At the end of the 1880s, further park modifications were performed in accordance with a project of František Thomayer. The second Prague’s cableway was built opposite today’s Revoluční Avenue on the occasion of the Jubilee Exhibition in 1891, from which it was possible to change for Křižík’s electrical line up on the hill, which went from here to the exhibition grounds. The cableway was in operation until the World War I, and after the war it was transformed into moving staircase, which stopped moving at the end of the 30s. In 1892, a decorative pavilion promoting foundries and ironworks in Komárov near Hořovice was transferred to the Letná Park from the Exhibition Ground. The pavilion was a donation of Count Vilém of Hanau, the owner of the foundries and the surrounding manors, to the City of Prague (hence the name Hanavský). Above the Chotek road, on one of the bastions of the Baroque fortifications, a spectacular villa in new-Baroque style was built in 1911 by a parliament member and the first prime minister of the Czechoslovak Government JUDr. Karel Kramář. It is not open for public, as it serves the needs of the government.

In 1953, the square Letenské náměstí was connected with the embankment via the Letná tunnel. In the same year, a construction of a monumental Stalin Memorial began on the hill opposite the Pařížská Avenue. The memorial’s authors were sculptor Otakar Švec and architect Jiří and Vlasta Štursa. The memorial was blasted off in November 1962.

Instead of the memorial, there is now a huge metronome on the platform. This pendulum was manufactured by the company ČKD Racionalizace in the early 1990s, upon an order from the Association for the Czechoslovak General Exhibition. The author is Vratislav Karel Novák, a professor of the Academy of Arts, Architecture and Design. The metronome first started to move on the 15th May 1991. It is nearly 25 metres high and weighs 7 tons.
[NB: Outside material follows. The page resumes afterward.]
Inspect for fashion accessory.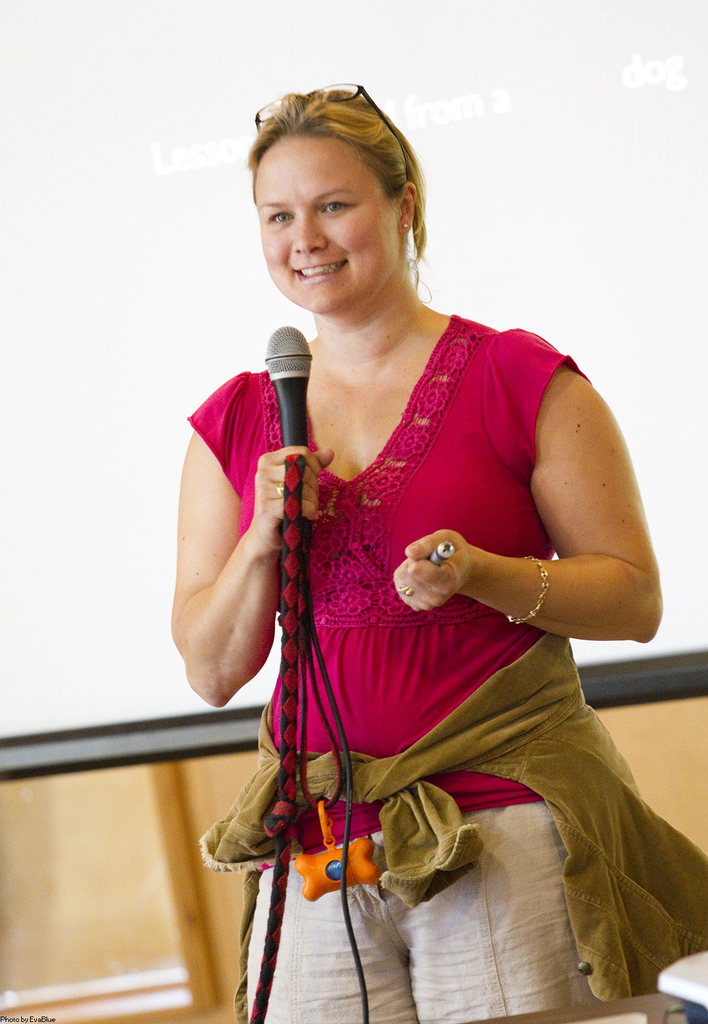
Inspection: l=247, t=449, r=382, b=1023.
The installation could not be performed by a land technology, due to fears from disturbed statics of the platform after blasting off the Stalin Memorial, and it was therefore settled in place by a giant helicopter. Underneath the former Stalin Memorial, there is an extensive space of 10,000 m2, unused as for now. A restaurant from the Expo 58 exhibition in Brussels was brought to Prague after the exhibition and in 1960 it was installed in the hill behind the Štefánik’s Bridge. The pavilion was used as an exclusive Expo 58 Restaurant until 1992. Then the restaurant closed and the object started to dilapidate. There was a reconstruction in the years 2000 – 2001, and now the pavilion is used by a private company. Regarding trees, the poplars, willows, plum trees and spruce trees are dominant in the park, and especially the mighty sycamore trees are remarkable.
In April 2003, over 70 new trees were planted in the Letná Park. Behind the former Stalin Memorial, there are decorative apple trees from the dendrology collections in Průhonice, and a beech alley was planted nearby the apple trees.